In-home veterinary care gains attention as access strategy

Veterinary teams looking for new ways to expand access and improve the client experience may want to pay attention to a growing conversation around in-home care. In a recent Vet Blast Podcast episode from dvm360, host Adam Christman, DVM, MBA, spoke with Michael Natale, LVT, about Natale’s new in-home veterinary care venture and the broader case for meeting pet parents where they are. The episode frames house-call and at-home services as a practical extension of spectrum-of-care thinking, especially for patients who are stressed by clinic visits and for families who face transportation, mobility, or scheduling barriers. (dvm360.com)

Why it matters: For veterinary professionals, the discussion lands at the intersection of access, workflow, and technician utilization. AAHA’s technician utilization guidance says better use of credentialed technicians can improve retention, workflow efficiency, patient care, practice income, and client relationships, while AAHA and AVMA telehealth guidance also positions connected care as a way to support communication, monitoring, and follow-up outside the hospital. In-home care won’t replace brick-and-mortar medicine, but it can create another care pathway for wellness visits, follow-up support, senior and mobility-limited patients, and some end-of-life services, as long as teams stay within state practice act requirements. (aaha.org)

What to watch: Expect more discussion around which services can safely move into the home, how practices structure technician-led workflows, and how state-level rules shape what’s possible next. (dvm360.com)

Read the full analysis →

Like what you're reading?

The Feed delivers veterinary news every weekday.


The task: Please find every line in the entries below that contains the string "their", and copy it.

═════ Exercise data ═════

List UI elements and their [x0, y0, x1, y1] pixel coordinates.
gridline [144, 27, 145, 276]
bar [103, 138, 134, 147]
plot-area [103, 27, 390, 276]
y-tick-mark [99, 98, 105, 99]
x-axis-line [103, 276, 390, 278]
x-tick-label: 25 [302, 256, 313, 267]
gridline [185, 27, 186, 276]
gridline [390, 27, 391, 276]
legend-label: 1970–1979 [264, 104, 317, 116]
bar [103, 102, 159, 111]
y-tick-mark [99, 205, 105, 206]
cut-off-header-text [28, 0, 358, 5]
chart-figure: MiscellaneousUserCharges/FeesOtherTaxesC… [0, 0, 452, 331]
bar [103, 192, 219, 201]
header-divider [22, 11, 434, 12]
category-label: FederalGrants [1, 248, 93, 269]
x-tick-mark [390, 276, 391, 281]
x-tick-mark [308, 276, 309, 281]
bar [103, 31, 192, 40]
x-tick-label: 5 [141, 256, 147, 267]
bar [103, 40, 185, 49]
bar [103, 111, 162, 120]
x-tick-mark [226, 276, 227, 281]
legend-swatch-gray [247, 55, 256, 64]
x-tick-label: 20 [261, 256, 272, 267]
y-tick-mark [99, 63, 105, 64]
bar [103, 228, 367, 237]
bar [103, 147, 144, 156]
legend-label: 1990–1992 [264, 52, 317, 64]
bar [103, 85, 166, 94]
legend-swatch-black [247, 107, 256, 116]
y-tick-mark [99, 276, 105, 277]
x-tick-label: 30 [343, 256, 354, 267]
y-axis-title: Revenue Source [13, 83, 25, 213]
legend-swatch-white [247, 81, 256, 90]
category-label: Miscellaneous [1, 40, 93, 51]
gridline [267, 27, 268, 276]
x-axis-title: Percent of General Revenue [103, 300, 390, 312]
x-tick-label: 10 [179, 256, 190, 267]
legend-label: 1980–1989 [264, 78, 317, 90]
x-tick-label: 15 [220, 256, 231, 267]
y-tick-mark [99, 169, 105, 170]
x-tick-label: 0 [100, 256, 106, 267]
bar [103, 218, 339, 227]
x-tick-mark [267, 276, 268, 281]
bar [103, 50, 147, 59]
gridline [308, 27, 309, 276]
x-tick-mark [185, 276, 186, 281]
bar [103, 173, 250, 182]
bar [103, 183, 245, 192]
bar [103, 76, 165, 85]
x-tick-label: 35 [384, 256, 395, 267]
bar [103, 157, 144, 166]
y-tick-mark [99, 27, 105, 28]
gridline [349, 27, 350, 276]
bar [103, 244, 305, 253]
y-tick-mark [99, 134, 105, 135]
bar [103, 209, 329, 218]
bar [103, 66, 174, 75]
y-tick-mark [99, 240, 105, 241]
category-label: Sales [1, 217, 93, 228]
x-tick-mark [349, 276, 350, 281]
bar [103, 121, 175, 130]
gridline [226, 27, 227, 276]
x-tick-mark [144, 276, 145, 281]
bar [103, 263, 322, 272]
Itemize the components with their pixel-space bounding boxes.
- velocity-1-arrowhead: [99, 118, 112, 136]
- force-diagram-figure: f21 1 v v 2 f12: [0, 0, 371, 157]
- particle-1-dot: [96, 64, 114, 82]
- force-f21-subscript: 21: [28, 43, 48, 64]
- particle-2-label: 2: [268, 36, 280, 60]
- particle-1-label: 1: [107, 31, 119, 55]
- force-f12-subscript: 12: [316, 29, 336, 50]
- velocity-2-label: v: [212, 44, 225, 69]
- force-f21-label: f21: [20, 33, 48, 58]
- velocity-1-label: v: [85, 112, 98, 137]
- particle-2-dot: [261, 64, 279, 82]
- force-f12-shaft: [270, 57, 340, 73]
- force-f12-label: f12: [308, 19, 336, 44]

═════

Written reply:
List UI elements and their [x0, y0, x1, y1] pixel coordinates.
Itemize the components with their pixel-space bounding boxes.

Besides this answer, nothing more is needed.